Today, in “Who Gives A Shit?!” On the literary judgments of famous writers.
There’s not much worse in literature than vanity publications. You know what I’m talking about, right? Pseudo-intellectualizing the droppings from aging literary minds in rare volumes in order to learn one more way to say something smart and hip about well-read and long-dead authors. Some authors are wrung for every last drop of essence.
Who was first to think it was a good idea to take all the scraps of a popular writer’s labor and put them in one boring collection after another? We have an Internet for this sort of crap, don’t we? It’s a tradition that needs to stop. Isn’t it at least wasteful?
Who really needs to read another white man’s reflections on reading Flaubert for the first time that are similar but a little different than all the reflections since Flaubert was alive?
There’s a reason these books end up in bargain sections after twenty-four months. Economically speaking, the books are ultimately nothing more than obligations for readers to the authors’ publishers to exchange as much text for value as possible before the authors die, by which I mean cease to write, of course, because every last word they’ve uttered since becoming immortalized in popular literary-culture will be transcribed and published in a new and interesting (boring) collection of musings about life (reading) itself.
And we all know the people who read to fulfill a sense of social and economic obligation are the worst sorts of people. Many of you likely have several friends who are like this—who insist quoting from obscure (but widely published and available for purchase) books about what one of their favorite authors has to say about this or that subject you’ve been stupid enough to express interest in.
“What?! You mean you didn’t read what William Gass had to say about Nietzsche? Well, then you haven’t read Gass at his Gassiest!”
Sniffle, mumble and FUCK OFF! Somedays, Goodreads is the sort of thing that makes me realize people are much more interested in telling me about what they read than actually living the lives they read about in their special books, which is why I get excited about literature in the first place.
I read to enhance life, to learn to think about how I live. I don’t read to tell someone else I’ve been reading the right books. I’m sick of our culture that insists rewarding people for cultural cache. I list anything I’m reading on my virtual bookshelf for me. I like looking at it. I like looking at what my friends read. However, I know a lot of people who only post to their shelves what they think me and their other “friends” will think is unique and quirky.
People really do work had on putting on their faces. And it’s the sort of behavior that makes me work so hard at scraping them off and flinging them to the curb.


> _What you have to do_
I'd like an exact copy of every line from the start of the entries below through the line containing "The image size is (1353, 661).", please.

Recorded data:
== Segment start ==

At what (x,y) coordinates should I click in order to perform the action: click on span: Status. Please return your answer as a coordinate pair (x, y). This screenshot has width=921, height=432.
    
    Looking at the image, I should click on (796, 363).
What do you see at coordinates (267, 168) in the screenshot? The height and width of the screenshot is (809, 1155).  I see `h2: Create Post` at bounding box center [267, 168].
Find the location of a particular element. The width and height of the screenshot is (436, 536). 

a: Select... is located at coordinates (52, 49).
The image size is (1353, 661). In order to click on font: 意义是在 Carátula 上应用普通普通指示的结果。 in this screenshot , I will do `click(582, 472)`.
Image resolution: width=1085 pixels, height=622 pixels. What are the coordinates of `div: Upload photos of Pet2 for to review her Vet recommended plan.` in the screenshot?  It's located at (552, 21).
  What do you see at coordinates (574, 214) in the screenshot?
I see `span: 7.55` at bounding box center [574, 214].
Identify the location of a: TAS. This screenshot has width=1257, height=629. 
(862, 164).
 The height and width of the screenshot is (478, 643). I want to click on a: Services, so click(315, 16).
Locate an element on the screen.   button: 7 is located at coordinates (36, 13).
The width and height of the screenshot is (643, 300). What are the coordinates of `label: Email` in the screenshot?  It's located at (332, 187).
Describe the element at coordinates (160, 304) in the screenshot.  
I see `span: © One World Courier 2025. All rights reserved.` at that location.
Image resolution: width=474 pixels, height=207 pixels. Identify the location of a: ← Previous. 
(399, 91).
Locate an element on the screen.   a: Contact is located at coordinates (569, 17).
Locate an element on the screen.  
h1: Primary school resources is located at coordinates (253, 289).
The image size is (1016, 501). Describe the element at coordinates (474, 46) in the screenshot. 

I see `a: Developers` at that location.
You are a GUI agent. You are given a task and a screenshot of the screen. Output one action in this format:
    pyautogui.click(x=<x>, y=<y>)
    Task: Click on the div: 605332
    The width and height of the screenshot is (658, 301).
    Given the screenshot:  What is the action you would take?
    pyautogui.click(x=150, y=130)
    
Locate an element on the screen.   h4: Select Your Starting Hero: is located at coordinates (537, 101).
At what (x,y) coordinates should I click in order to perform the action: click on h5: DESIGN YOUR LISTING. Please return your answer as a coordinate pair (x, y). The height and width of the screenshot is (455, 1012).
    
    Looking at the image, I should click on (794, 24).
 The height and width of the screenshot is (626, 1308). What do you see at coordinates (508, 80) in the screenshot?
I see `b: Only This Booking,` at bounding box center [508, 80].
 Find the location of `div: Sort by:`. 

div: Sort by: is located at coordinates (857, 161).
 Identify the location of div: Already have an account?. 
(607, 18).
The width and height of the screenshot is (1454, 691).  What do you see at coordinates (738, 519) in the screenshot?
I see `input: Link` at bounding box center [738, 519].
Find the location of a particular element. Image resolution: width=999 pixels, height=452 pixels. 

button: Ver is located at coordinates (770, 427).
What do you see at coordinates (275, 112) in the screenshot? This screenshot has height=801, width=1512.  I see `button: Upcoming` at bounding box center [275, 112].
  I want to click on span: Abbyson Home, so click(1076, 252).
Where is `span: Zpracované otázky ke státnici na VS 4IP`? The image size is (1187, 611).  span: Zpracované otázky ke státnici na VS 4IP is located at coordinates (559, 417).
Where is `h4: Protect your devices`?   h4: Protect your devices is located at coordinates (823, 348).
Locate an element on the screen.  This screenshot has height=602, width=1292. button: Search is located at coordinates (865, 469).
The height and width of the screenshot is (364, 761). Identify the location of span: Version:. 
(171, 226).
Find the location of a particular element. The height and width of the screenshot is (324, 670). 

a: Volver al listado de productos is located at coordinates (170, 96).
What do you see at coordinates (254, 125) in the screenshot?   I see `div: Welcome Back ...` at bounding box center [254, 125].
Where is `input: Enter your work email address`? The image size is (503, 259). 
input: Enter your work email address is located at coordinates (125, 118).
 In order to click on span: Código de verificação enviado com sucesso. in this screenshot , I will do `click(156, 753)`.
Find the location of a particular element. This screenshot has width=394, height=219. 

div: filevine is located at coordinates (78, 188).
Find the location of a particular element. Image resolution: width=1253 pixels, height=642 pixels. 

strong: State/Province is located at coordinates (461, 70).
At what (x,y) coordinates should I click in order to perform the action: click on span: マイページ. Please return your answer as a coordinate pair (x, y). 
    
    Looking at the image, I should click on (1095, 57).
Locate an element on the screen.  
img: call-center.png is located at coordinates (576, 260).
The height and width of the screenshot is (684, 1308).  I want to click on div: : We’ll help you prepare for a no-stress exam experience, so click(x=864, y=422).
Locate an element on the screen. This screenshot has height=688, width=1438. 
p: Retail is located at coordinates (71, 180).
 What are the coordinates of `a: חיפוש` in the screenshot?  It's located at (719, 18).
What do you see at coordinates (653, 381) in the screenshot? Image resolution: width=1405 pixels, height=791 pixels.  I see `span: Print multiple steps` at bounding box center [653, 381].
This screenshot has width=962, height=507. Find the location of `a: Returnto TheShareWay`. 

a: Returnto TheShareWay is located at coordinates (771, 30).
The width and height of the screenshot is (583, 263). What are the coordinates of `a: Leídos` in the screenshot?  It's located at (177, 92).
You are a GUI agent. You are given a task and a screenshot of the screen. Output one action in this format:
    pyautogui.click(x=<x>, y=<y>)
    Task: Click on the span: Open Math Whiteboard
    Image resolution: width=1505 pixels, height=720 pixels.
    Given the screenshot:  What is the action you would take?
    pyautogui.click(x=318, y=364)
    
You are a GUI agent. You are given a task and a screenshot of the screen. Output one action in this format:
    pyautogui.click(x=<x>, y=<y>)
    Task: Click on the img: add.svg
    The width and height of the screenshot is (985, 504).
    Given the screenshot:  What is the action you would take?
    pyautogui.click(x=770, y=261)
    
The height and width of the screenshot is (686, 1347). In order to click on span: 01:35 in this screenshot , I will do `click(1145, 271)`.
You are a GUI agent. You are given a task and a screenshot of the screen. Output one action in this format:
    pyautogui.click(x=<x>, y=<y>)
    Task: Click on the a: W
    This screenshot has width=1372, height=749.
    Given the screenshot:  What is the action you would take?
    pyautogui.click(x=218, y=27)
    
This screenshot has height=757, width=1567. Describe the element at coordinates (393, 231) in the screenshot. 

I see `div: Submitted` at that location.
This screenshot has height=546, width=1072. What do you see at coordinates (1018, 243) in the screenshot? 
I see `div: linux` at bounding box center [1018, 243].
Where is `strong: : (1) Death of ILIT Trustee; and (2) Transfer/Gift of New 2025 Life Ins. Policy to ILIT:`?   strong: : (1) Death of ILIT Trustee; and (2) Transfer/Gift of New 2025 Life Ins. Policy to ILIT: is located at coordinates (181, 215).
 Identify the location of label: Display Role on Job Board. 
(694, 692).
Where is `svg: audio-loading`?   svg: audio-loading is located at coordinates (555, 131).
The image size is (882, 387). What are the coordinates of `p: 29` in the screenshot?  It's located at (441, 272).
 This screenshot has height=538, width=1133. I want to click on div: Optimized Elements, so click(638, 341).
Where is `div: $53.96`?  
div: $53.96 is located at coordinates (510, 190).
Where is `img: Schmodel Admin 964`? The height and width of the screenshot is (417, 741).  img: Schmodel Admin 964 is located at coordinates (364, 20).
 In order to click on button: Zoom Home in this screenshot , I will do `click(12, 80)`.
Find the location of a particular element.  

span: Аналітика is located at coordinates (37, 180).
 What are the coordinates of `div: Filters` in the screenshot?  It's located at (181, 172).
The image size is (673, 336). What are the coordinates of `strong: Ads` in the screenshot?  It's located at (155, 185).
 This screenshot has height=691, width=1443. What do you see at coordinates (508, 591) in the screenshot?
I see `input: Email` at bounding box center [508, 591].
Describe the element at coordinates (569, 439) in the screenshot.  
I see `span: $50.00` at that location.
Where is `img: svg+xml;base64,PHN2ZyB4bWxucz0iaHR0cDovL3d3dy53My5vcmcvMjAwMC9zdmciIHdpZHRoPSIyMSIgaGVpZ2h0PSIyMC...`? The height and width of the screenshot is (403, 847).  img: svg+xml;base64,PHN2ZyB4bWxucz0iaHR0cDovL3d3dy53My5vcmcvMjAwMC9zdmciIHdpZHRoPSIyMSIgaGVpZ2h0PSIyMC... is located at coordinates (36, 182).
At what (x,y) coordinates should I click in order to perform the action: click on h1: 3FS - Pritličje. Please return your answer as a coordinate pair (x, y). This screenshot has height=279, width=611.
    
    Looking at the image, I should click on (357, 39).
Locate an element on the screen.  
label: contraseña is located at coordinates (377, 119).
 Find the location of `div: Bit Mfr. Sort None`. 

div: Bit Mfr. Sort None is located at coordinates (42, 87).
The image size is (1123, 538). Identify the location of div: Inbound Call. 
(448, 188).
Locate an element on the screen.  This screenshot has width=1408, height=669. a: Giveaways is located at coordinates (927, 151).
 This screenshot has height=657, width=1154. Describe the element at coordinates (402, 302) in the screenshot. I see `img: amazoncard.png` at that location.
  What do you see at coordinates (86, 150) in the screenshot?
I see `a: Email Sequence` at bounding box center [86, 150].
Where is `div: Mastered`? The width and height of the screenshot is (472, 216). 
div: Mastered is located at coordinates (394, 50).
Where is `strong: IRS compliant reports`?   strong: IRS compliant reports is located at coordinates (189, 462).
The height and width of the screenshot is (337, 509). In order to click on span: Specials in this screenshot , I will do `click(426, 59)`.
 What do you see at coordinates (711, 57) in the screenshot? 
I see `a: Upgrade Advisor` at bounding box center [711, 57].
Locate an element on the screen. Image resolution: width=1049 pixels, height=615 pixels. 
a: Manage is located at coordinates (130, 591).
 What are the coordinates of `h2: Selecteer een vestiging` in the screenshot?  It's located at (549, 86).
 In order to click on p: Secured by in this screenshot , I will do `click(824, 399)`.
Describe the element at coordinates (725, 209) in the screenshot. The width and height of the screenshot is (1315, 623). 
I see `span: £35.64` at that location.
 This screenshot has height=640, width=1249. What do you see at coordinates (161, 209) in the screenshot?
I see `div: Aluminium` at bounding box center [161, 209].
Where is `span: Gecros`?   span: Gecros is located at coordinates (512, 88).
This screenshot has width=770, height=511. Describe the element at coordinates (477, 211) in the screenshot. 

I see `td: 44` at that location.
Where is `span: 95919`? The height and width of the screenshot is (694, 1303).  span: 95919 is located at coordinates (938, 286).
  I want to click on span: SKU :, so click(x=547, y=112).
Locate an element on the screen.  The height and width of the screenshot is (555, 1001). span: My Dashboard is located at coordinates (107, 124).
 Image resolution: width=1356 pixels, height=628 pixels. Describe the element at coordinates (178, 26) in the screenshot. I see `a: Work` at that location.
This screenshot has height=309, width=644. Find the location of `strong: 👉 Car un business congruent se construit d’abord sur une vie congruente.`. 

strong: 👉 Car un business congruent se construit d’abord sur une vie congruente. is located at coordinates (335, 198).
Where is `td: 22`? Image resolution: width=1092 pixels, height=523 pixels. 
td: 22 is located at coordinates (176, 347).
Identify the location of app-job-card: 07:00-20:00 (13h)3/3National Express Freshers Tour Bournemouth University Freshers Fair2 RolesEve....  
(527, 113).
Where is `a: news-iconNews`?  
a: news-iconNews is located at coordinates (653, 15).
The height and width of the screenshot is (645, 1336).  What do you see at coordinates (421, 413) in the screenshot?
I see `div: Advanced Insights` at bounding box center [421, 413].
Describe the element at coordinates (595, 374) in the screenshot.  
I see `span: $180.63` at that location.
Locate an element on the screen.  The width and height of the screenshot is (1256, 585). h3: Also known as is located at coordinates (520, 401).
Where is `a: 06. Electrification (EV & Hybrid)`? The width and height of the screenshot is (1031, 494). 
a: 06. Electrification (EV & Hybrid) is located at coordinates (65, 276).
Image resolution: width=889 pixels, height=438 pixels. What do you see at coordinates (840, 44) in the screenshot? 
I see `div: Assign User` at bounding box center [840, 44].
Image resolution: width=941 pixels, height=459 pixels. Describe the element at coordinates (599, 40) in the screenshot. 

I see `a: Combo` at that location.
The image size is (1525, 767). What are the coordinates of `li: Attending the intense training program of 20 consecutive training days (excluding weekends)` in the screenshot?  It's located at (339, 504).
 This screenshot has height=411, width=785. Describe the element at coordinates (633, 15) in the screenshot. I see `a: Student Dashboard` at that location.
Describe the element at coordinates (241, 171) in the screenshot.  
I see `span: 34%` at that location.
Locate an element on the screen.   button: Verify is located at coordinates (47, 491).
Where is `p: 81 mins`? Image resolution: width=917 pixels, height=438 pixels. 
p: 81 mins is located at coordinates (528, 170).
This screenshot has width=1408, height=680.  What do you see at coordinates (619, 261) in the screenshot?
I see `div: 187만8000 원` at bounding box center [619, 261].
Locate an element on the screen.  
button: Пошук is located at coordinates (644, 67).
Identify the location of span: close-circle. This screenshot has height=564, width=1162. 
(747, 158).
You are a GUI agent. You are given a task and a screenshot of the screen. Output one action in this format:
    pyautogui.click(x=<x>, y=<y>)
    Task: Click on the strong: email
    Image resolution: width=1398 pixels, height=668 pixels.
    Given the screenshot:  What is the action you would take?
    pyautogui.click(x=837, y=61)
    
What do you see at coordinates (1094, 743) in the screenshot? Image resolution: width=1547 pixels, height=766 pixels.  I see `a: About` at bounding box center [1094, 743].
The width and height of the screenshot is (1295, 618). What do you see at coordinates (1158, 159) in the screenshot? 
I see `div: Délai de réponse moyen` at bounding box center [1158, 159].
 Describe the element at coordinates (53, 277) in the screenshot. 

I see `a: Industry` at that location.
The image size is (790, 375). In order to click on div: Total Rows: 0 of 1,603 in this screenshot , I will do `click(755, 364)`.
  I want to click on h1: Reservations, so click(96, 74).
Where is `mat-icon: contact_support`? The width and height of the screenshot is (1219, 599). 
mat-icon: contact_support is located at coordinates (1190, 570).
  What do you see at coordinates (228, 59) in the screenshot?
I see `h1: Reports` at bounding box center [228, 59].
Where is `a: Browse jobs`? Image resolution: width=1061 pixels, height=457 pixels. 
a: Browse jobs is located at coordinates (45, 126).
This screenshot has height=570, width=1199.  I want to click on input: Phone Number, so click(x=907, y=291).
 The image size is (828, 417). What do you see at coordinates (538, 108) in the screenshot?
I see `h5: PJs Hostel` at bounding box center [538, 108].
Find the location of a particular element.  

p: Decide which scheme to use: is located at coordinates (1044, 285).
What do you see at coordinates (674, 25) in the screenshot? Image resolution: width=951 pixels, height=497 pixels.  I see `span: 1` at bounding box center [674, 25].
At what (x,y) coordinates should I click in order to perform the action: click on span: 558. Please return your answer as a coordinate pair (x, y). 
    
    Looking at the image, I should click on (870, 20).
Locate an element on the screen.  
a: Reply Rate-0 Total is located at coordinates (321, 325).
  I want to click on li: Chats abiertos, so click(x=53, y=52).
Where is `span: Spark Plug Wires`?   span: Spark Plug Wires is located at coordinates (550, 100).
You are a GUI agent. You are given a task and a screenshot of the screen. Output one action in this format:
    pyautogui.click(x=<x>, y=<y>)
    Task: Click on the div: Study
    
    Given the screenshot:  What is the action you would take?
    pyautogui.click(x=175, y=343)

== Segment end ==

> _Answer to this exercise_
At what (x,y) coordinates should I click in order to perform the action: click on span: Status. Please return your answer as a coordinate pair (x, y). This screenshot has width=921, height=432.
    
    Looking at the image, I should click on (796, 363).
What do you see at coordinates (267, 168) in the screenshot? The height and width of the screenshot is (809, 1155).  I see `h2: Create Post` at bounding box center [267, 168].
Find the location of a particular element. The width and height of the screenshot is (436, 536). 

a: Select... is located at coordinates (52, 49).
The image size is (1353, 661). In order to click on font: 意义是在 Carátula 上应用普通普通指示的结果。 in this screenshot , I will do `click(582, 472)`.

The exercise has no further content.